4) The proposed API is quite low-level as most of the other features of GDG. It could be beneficial for this to provide a more high-level hook in the source
package as well, which performs an in-browser group on selected columns and auto-creates the row grouping options. E.g.:
function useRowGrouping(
groupBy: GridColumn[],
numRows: number,
columns: GridColumn[],
getCellContent: ([col, row]: readonly [number, number]) => GridCell
): Pick<DataEditorProps, "getCellContent", "rows", "rowGrouping"> {
...
}
There are 2 "axes" of row markers when it comes to this feature
In my opinion these are separate concerns. It is probably time to consolidate the rowMarkers
API's into a single behavior object which can include all of these options. I don't think there is a right choice for either of these axes, it is situational.
There also needs to be a callback for expanding a row when a cell in a collapsed row is activated or someone pressed right.
Active development here: https://github.com/glideapps/glide-data-grid/tree/jason/row-grouping
Right now the basic feature set works. There are lots of odds and ends to tie up.
Continuing on AGGgrid, could we consider similar functionality for columns to support pivot mode display?
I would like to report a little feedback for the current implementation, I have version "@glideapps/glide-data-grid": "^6.0.4-alpha8"
installed.
First of all thank you for this work! I'm super excited to be able to group by rows with glide data grid.
It seems like row group header height is not taken into account when calculating height for scroll in the data grid? If I set the height to 32px
then scroll works fine, but any higher and I start to lose a few pixels on the bottom.
This is a UX / stylistic comment, and it may be related to the comment above, but would it be possible when collapsing groups for the content to collapse "up" instead of "down"? I think this is a function of the scroll position when grouping? See the attached screen recording for more context.
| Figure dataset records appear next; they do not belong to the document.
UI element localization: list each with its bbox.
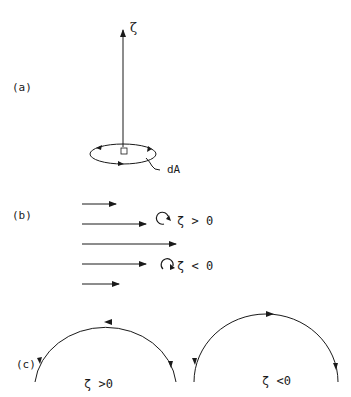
vorticity-vector-label: ζ <box>130 20 137 35</box>
positive-vorticity-label: ζ > 0 <box>177 214 213 228</box>
ccw-rotation-arrowhead-icon <box>166 215 171 221</box>
vorticity-diagram: (a) ζ dA (b) ζ > 0 ζ < 0 (c) ζ >0 <box>0 0 351 397</box>
area-element-square <box>121 148 127 154</box>
left-arc-trough <box>35 327 176 382</box>
left-arc-top-arrow-icon <box>104 319 112 325</box>
panel-a-label: (a) <box>12 81 32 94</box>
panel-b: (b) ζ > 0 ζ < 0 <box>12 204 213 284</box>
panel-c: (c) ζ >0 ζ <0 <box>16 311 338 391</box>
ccw-rotation-icon <box>156 212 168 224</box>
panel-c-label: (c) <box>16 358 36 371</box>
right-arc-label: ζ <0 <box>262 374 291 388</box>
area-label: dA <box>167 163 181 176</box>
area-leader-line <box>146 158 160 170</box>
right-arc-top-arrow-icon <box>266 311 274 317</box>
cw-rotation-arrowhead-icon <box>170 264 175 270</box>
right-arc-ridge <box>194 314 338 382</box>
panel-b-label: (b) <box>12 209 32 222</box>
left-arc-label: ζ >0 <box>84 377 113 391</box>
panel-a: (a) ζ dA <box>12 20 181 176</box>
negative-vorticity-label: ζ < 0 <box>177 259 213 273</box>
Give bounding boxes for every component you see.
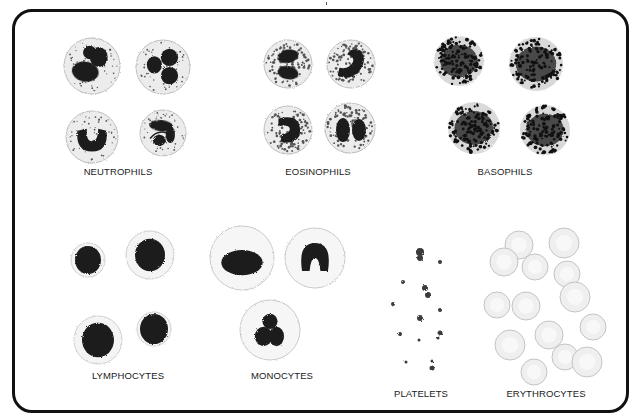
- label-neutrophils: NEUTROPHILS: [84, 166, 153, 177]
- eosinophil-cell: [264, 106, 312, 154]
- label-eosinophils: EOSINOPHILS: [285, 166, 351, 177]
- platelet-cell: [438, 308, 442, 312]
- platelet-cell: [398, 332, 402, 336]
- platelet-cell: [425, 292, 431, 298]
- erythrocyte-cell: [490, 248, 518, 276]
- basophil-cell: [448, 102, 500, 154]
- platelet-cell: [422, 285, 428, 291]
- erythrocyte-cell: [572, 347, 602, 377]
- neutrophil-cell: [136, 40, 190, 94]
- erythrocyte-cell: [549, 228, 579, 258]
- group-eosinophils: [264, 40, 375, 154]
- eosinophil-cell: [327, 40, 375, 88]
- cells-layer: [64, 36, 606, 385]
- platelet-cell: [438, 260, 442, 264]
- erythrocyte-cell: [495, 330, 525, 360]
- monocyte-cell: [285, 228, 345, 288]
- erythrocyte-cell: [521, 359, 547, 385]
- lymphocyte-cell: [126, 231, 174, 279]
- neutrophil-cell: [140, 110, 186, 156]
- neutrophil-cell: [64, 38, 120, 94]
- platelet-cell: [417, 315, 423, 321]
- lymphocyte-cell: [137, 312, 171, 346]
- monocyte-cell: [240, 300, 300, 360]
- platelet-cell: [438, 331, 443, 336]
- group-platelets: [391, 248, 443, 371]
- group-basophils: [434, 36, 570, 155]
- erythrocyte-cell: [512, 292, 540, 320]
- platelet-cell: [401, 280, 405, 284]
- group-neutrophils: [64, 38, 190, 163]
- basophil-cell: [434, 36, 484, 86]
- lymphocyte-cell: [71, 243, 105, 277]
- erythrocyte-cell: [535, 321, 563, 349]
- label-monocytes: MONOCYTES: [251, 370, 313, 381]
- group-lymphocytes: [71, 231, 174, 364]
- platelet-cell: [405, 361, 408, 364]
- erythrocyte-cell: [580, 314, 606, 340]
- label-platelets: PLATELETS: [394, 388, 448, 399]
- label-basophils: BASOPHILS: [478, 166, 533, 177]
- platelet-cell: [418, 339, 421, 342]
- eosinophil-cell: [325, 103, 375, 153]
- basophil-cell: [509, 37, 563, 91]
- group-erythrocytes: [484, 228, 606, 385]
- erythrocyte-cell: [522, 254, 548, 280]
- label-lymphocytes: LYMPHOCYTES: [92, 370, 164, 381]
- monocyte-cell: [210, 226, 274, 290]
- lymphocyte-cell: [74, 316, 122, 364]
- platelet-cell: [431, 360, 434, 363]
- label-erythrocytes: ERYTHROCYTES: [506, 388, 585, 399]
- erythrocyte-cell: [560, 282, 590, 312]
- erythrocyte-cell: [484, 292, 510, 318]
- platelet-cell: [417, 255, 423, 261]
- platelet-cell: [391, 302, 395, 306]
- group-monocytes: [210, 226, 345, 360]
- platelet-cell: [416, 248, 424, 256]
- platelet-cell: [430, 366, 435, 371]
- neutrophil-cell: [66, 111, 118, 163]
- blood-cells-illustration: [0, 0, 635, 420]
- platelet-cell: [437, 337, 440, 340]
- basophil-cell: [520, 104, 570, 155]
- eosinophil-cell: [264, 40, 312, 88]
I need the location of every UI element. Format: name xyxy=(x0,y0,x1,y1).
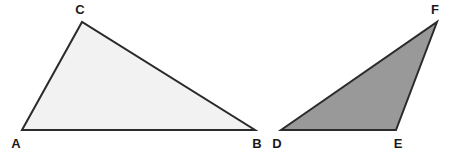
vertex-label-f: F xyxy=(431,3,439,16)
geometry-diagram: A B C D E F xyxy=(0,0,452,158)
vertex-label-b: B xyxy=(252,137,261,150)
vertex-label-e: E xyxy=(394,137,403,150)
triangles-svg xyxy=(0,0,452,158)
vertex-label-a: A xyxy=(11,137,20,150)
triangle-def-shape xyxy=(281,22,437,130)
vertex-label-c: C xyxy=(75,3,84,16)
triangle-abc-shape xyxy=(22,22,255,130)
vertex-label-d: D xyxy=(272,137,281,150)
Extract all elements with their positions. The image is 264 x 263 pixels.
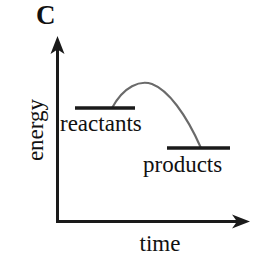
products-label: products — [143, 153, 222, 176]
panel-letter: C — [36, 2, 56, 29]
reactants-label: reactants — [60, 112, 142, 135]
x-axis-label: time — [140, 232, 181, 255]
x-axis — [56, 215, 250, 229]
y-axis-label: energy — [24, 99, 47, 161]
reaction-energy-diagram: C energy time reactants products — [0, 0, 264, 263]
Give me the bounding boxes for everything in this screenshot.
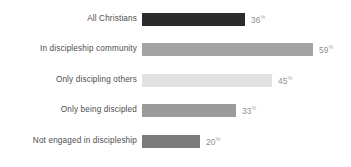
percent-sign: % [261,14,266,20]
bar-value-number: 20 [206,137,216,147]
bar-in-discipleship-community[interactable] [142,43,313,56]
bar-value-number: 36 [251,15,261,25]
bar-track: 33% [142,102,256,118]
bar-track: 45% [142,72,292,88]
bar-value-label: 45% [278,72,292,88]
bar-category-label: Not engaged in discipleship [0,133,137,149]
percent-sign: % [329,44,334,50]
percent-sign: % [252,105,257,111]
bar-value-number: 59 [319,45,329,55]
chart-row: In discipleship community 59% [0,41,351,57]
bar-value-label: 33% [242,102,256,118]
chart-row: Only discipling others 45% [0,72,351,88]
chart-row: Not engaged in discipleship 20% [0,133,351,149]
bar-track: 36% [142,11,265,27]
bar-all-christians[interactable] [142,13,245,26]
bar-not-engaged-in-discipleship[interactable] [142,135,200,148]
bar-track: 20% [142,133,220,149]
bar-category-label: Only being discipled [0,102,137,118]
bar-track: 59% [142,41,333,57]
percent-sign: % [216,136,221,142]
bar-only-discipling-others[interactable] [142,74,272,87]
percent-sign: % [288,75,293,81]
chart-row: All Christians 36% [0,11,351,27]
bar-value-label: 20% [206,133,220,149]
horizontal-bar-chart: All Christians 36% In discipleship commu… [0,0,351,167]
chart-row: Only being discipled 33% [0,102,351,118]
bar-value-label: 59% [319,41,333,57]
bar-category-label: All Christians [0,11,137,27]
bar-category-label: Only discipling others [0,72,137,88]
bar-category-label: In discipleship community [0,41,137,57]
bar-value-label: 36% [251,11,265,27]
bar-value-number: 33 [242,106,252,116]
bar-value-number: 45 [278,76,288,86]
bar-only-being-discipled[interactable] [142,104,236,117]
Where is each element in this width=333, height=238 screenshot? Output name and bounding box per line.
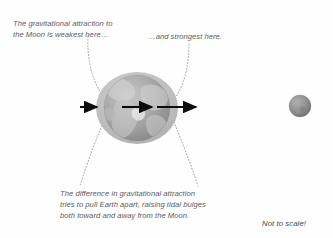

The group headers seem to "eat a row" in the data table, for instance in the grouped row storybook story, there are only 995 rows + 5 groups, but there should be 1000 rows of data. I worked around this by grouping my data, then adding an additional row for each group while flattening the grouped data. So good so far, but I'm running into a really weird feature in which I need to duplicate the last (not the first? 👀) item in each group to make sure all the rows render. Furthermore I haven't figured out how to insert a grouped row properly such that I can read summary data from that grouped row in my getCellContentMangled
function (probably going to rename this getCellContentGrouped
or something). I think I'm not understanding how the path mapper works, but the general weirdness makes me think there could be a bug at play.
That was my biggest pain point, I'm not sure if you have any thoughts or guidance. Thanks again for your hard work 🙏
https://github.com/glideapps/glide-data-grid/assets/34066664/a1d1c80a-dcbe-400f-84d2-3b3be11d06af
Hi there!
We're from Streak (yc s11) and we're looking to move to Glide Data Grid. One missing feature from our current in-house implementation is the ability to have group rows.
Here's roughly what we mean by a group row (notice all the features are listed in the screenshot):
Here's a video of how the group row interactions feel wrt to scrolling and selection: https://www.loom.com/share/6cdaabf0bc3f402c90099749f2d65ada
Would love to start the discussion on how this might be implemented in GDG, we'd be happy to implement.